Jang Yeonjeong
Artist Statement:
My practice explores the notion of the digital sublime through speculative botanical forms that exist beyond natural ecology. Rather than representing nature I construct environments where organic logic remains but biological function has ceased. What appears as flora is not alive not growing, and not decaying—it is a residual structure suspended in a state of continuous presence.
Digital Sublime Flora is an ongoing series that investigates how form, rhythm, and sensation persist after systems of life collapse or become obsolete. These works do not depict plants as symbols of vitality or regeneration. Instead, they examine what remains when nature is translated into data: surface without metabolism movement without evolution and complexity without hierarchy.
Using generative processes and computational motion, I build digital organisms that reject narrative progression. There is no blooming, no climax, and no resolution. Motion functions as subtle vibration rather than transformation—suggesting endurance rather than growth. Each form exists autonomously, yet within a shared spatial field where no single element dominates. This suspended equilibrium invites prolonged attention, encouraging viewers to remain within the work rather than move through it.
The aesthetic language of my work draws from scientific imaging, archival systems, and the visual logic of digital simulation. Translucent membranes, filament-like structures, and particle-based surfaces recall biological detail, while simultaneously revealing their artificial construction. These forms behave as digital specimens—archived not to preserve life, but to document its afterimage.
Video is a crucial medium in this practice. Time is not used to advance a story, but to hold a condition. Through slow temporal shifts and continuous motion the work becomes spatial rather than narrative allowing it to function as an immersive visual field suitable for large-scale screens and architectural contexts.
At its core, my practice asks how we perceive sublimity in an era where nature is no longer untouched, and where digital systems increasingly mediate our experience of the organic world. Digital Sublime Flora proposes a quiet restrained form of sublimity—one rooted not in spectacle but in sustained presence, stillness, and the tension between memory and simulation.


EXERCISE REQUIREMENTS:
Output must match the records, character for character.

MATERIAL FOR THIS TASK section start

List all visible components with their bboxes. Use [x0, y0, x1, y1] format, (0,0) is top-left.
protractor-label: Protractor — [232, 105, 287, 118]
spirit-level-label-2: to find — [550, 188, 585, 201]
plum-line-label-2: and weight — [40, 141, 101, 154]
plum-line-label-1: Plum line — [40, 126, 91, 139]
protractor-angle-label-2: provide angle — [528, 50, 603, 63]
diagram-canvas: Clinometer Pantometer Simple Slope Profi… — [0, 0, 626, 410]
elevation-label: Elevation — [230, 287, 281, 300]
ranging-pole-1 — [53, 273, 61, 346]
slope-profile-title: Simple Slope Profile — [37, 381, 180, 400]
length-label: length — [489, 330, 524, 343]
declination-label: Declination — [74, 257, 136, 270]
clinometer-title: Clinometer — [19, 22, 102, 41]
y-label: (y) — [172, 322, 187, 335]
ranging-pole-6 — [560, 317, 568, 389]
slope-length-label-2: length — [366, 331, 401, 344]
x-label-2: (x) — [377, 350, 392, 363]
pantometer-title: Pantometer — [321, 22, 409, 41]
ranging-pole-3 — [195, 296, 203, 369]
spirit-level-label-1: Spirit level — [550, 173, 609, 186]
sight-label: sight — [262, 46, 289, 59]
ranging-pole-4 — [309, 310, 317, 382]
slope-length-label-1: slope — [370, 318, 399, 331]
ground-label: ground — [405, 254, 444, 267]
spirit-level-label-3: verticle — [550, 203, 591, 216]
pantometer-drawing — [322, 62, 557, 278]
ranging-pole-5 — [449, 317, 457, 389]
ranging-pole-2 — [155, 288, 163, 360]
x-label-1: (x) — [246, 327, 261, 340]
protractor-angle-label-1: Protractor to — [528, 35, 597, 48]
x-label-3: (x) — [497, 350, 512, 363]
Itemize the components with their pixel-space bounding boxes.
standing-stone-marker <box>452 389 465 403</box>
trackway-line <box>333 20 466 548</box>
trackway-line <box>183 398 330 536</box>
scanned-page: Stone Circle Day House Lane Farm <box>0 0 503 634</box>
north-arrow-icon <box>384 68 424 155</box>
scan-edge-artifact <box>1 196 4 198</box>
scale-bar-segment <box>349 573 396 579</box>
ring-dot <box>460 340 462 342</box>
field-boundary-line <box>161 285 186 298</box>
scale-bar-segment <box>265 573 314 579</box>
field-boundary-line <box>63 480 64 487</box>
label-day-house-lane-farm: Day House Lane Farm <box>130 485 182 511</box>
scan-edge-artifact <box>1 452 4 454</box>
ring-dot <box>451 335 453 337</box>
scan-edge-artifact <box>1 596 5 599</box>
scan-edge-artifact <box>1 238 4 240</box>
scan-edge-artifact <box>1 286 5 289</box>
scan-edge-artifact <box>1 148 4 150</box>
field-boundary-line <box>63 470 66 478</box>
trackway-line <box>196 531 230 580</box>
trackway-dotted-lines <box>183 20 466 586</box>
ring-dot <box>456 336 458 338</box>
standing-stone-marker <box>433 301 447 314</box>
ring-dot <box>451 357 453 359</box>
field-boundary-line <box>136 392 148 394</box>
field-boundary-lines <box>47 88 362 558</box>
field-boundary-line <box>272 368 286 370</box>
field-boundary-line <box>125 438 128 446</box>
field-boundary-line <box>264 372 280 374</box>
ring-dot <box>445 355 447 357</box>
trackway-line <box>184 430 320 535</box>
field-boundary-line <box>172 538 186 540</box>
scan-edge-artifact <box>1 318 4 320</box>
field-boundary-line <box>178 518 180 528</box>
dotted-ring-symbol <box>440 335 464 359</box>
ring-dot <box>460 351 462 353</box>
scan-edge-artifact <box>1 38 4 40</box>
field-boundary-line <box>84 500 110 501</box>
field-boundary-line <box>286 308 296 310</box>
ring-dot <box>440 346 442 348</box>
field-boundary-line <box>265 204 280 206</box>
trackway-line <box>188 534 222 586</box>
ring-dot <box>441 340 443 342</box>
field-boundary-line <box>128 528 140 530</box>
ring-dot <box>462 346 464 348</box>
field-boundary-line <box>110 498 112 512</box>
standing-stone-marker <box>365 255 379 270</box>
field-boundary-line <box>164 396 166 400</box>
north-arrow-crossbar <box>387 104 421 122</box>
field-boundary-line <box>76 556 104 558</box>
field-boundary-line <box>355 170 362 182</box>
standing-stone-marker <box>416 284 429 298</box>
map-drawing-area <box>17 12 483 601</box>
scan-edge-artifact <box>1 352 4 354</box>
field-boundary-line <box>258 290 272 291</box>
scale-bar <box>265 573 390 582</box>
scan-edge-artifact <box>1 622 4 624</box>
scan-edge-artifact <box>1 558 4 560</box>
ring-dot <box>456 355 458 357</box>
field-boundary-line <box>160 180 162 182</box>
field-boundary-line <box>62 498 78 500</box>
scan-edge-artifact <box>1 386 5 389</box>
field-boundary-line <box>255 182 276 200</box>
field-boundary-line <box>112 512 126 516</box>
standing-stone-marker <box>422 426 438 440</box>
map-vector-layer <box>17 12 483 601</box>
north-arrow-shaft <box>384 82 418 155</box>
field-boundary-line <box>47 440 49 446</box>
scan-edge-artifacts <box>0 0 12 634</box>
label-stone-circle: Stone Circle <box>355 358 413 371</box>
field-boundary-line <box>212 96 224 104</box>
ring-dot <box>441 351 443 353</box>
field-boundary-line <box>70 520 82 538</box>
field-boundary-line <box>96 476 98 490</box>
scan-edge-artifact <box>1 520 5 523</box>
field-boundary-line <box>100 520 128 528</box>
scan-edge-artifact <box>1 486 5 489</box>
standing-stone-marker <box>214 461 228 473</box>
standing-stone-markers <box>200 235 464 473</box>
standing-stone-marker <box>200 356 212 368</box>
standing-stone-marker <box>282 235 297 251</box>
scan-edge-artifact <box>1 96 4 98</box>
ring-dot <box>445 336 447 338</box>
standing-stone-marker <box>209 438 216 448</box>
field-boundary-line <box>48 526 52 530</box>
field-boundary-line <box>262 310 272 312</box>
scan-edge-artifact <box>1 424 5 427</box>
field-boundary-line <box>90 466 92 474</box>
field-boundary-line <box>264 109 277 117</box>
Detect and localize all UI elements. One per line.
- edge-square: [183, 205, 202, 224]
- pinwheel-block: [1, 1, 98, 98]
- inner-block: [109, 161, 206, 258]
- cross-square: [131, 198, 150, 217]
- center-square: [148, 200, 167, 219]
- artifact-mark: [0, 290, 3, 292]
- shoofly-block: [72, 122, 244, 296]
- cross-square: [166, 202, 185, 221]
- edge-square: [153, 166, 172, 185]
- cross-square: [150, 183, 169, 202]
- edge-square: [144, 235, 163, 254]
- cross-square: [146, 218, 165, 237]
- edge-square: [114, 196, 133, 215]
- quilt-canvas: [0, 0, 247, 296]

MATERIAL FOR THIS TASK section end

OUTPUT OF THE TASK:
List all visible components with their bboxes. Use [x0, y0, x1, y1] format, (0,0) is top-left.
protractor-label: Protractor — [232, 105, 287, 118]
spirit-level-label-2: to find — [550, 188, 585, 201]
plum-line-label-2: and weight — [40, 141, 101, 154]
plum-line-label-1: Plum line — [40, 126, 91, 139]
protractor-angle-label-2: provide angle — [528, 50, 603, 63]
diagram-canvas: Clinometer Pantometer Simple Slope Profi… — [0, 0, 626, 410]
elevation-label: Elevation — [230, 287, 281, 300]
ranging-pole-1 — [53, 273, 61, 346]
slope-profile-title: Simple Slope Profile — [37, 381, 180, 400]
length-label: length — [489, 330, 524, 343]
declination-label: Declination — [74, 257, 136, 270]
clinometer-title: Clinometer — [19, 22, 102, 41]
y-label: (y) — [172, 322, 187, 335]
ranging-pole-6 — [560, 317, 568, 389]
slope-length-label-2: length — [366, 331, 401, 344]
x-label-2: (x) — [377, 350, 392, 363]
pantometer-title: Pantometer — [321, 22, 409, 41]
ranging-pole-3 — [195, 296, 203, 369]
spirit-level-label-1: Spirit level — [550, 173, 609, 186]
sight-label: sight — [262, 46, 289, 59]
ranging-pole-4 — [309, 310, 317, 382]
slope-length-label-1: slope — [370, 318, 399, 331]
ground-label: ground — [405, 254, 444, 267]
spirit-level-label-3: verticle — [550, 203, 591, 216]
pantometer-drawing — [322, 62, 557, 278]
ranging-pole-5 — [449, 317, 457, 389]
ranging-pole-2 — [155, 288, 163, 360]
x-label-1: (x) — [246, 327, 261, 340]
protractor-angle-label-1: Protractor to — [528, 35, 597, 48]
x-label-3: (x) — [497, 350, 512, 363]
Itemize the components with their pixel-space bounding boxes.
standing-stone-marker <box>452 389 465 403</box>
trackway-line <box>333 20 466 548</box>
trackway-line <box>183 398 330 536</box>
scanned-page: Stone Circle Day House Lane Farm <box>0 0 503 634</box>
north-arrow-icon <box>384 68 424 155</box>
scan-edge-artifact <box>1 196 4 198</box>
scale-bar-segment <box>349 573 396 579</box>
ring-dot <box>460 340 462 342</box>
field-boundary-line <box>161 285 186 298</box>
scale-bar-segment <box>265 573 314 579</box>
field-boundary-line <box>63 480 64 487</box>
label-day-house-lane-farm: Day House Lane Farm <box>130 485 182 511</box>
scan-edge-artifact <box>1 452 4 454</box>
ring-dot <box>451 335 453 337</box>
scan-edge-artifact <box>1 596 5 599</box>
scan-edge-artifact <box>1 238 4 240</box>
scan-edge-artifact <box>1 286 5 289</box>
scan-edge-artifact <box>1 148 4 150</box>
field-boundary-line <box>63 470 66 478</box>
trackway-line <box>196 531 230 580</box>
trackway-dotted-lines <box>183 20 466 586</box>
ring-dot <box>456 336 458 338</box>
standing-stone-marker <box>433 301 447 314</box>
ring-dot <box>451 357 453 359</box>
field-boundary-line <box>136 392 148 394</box>
field-boundary-lines <box>47 88 362 558</box>
field-boundary-line <box>272 368 286 370</box>
field-boundary-line <box>125 438 128 446</box>
field-boundary-line <box>264 372 280 374</box>
ring-dot <box>445 355 447 357</box>
trackway-line <box>184 430 320 535</box>
field-boundary-line <box>172 538 186 540</box>
scan-edge-artifact <box>1 318 4 320</box>
field-boundary-line <box>178 518 180 528</box>
dotted-ring-symbol <box>440 335 464 359</box>
ring-dot <box>460 351 462 353</box>
scan-edge-artifact <box>1 38 4 40</box>
field-boundary-line <box>84 500 110 501</box>
field-boundary-line <box>286 308 296 310</box>
ring-dot <box>440 346 442 348</box>
field-boundary-line <box>265 204 280 206</box>
trackway-line <box>188 534 222 586</box>
ring-dot <box>441 340 443 342</box>
field-boundary-line <box>128 528 140 530</box>
ring-dot <box>462 346 464 348</box>
field-boundary-line <box>110 498 112 512</box>
standing-stone-marker <box>365 255 379 270</box>
field-boundary-line <box>164 396 166 400</box>
north-arrow-crossbar <box>387 104 421 122</box>
field-boundary-line <box>76 556 104 558</box>
field-boundary-line <box>355 170 362 182</box>
standing-stone-marker <box>416 284 429 298</box>
map-drawing-area <box>17 12 483 601</box>
scan-edge-artifact <box>1 352 4 354</box>
field-boundary-line <box>258 290 272 291</box>
scale-bar <box>265 573 390 582</box>
scan-edge-artifact <box>1 622 4 624</box>
scan-edge-artifact <box>1 558 4 560</box>
ring-dot <box>456 355 458 357</box>
field-boundary-line <box>160 180 162 182</box>
field-boundary-line <box>62 498 78 500</box>
scan-edge-artifact <box>1 386 5 389</box>
field-boundary-line <box>255 182 276 200</box>
field-boundary-line <box>112 512 126 516</box>
standing-stone-marker <box>422 426 438 440</box>
map-vector-layer <box>17 12 483 601</box>
north-arrow-shaft <box>384 82 418 155</box>
field-boundary-line <box>47 440 49 446</box>
scan-edge-artifacts <box>0 0 12 634</box>
label-stone-circle: Stone Circle <box>355 358 413 371</box>
field-boundary-line <box>212 96 224 104</box>
ring-dot <box>441 351 443 353</box>
field-boundary-line <box>70 520 82 538</box>
field-boundary-line <box>96 476 98 490</box>
scan-edge-artifact <box>1 520 5 523</box>
field-boundary-line <box>100 520 128 528</box>
scan-edge-artifact <box>1 486 5 489</box>
standing-stone-marker <box>214 461 228 473</box>
standing-stone-markers <box>200 235 464 473</box>
standing-stone-marker <box>200 356 212 368</box>
standing-stone-marker <box>282 235 297 251</box>
scan-edge-artifact <box>1 96 4 98</box>
ring-dot <box>445 336 447 338</box>
standing-stone-marker <box>209 438 216 448</box>
field-boundary-line <box>48 526 52 530</box>
field-boundary-line <box>262 310 272 312</box>
scan-edge-artifact <box>1 424 5 427</box>
field-boundary-line <box>90 466 92 474</box>
field-boundary-line <box>264 109 277 117</box>
Detect and localize all UI elements. One per line.
- edge-square: [183, 205, 202, 224]
- pinwheel-block: [1, 1, 98, 98]
- inner-block: [109, 161, 206, 258]
- cross-square: [131, 198, 150, 217]
- center-square: [148, 200, 167, 219]
- artifact-mark: [0, 290, 3, 292]
- shoofly-block: [72, 122, 244, 296]
- cross-square: [166, 202, 185, 221]
- edge-square: [153, 166, 172, 185]
- cross-square: [150, 183, 169, 202]
- edge-square: [144, 235, 163, 254]
- cross-square: [146, 218, 165, 237]
- edge-square: [114, 196, 133, 215]
- quilt-canvas: [0, 0, 247, 296]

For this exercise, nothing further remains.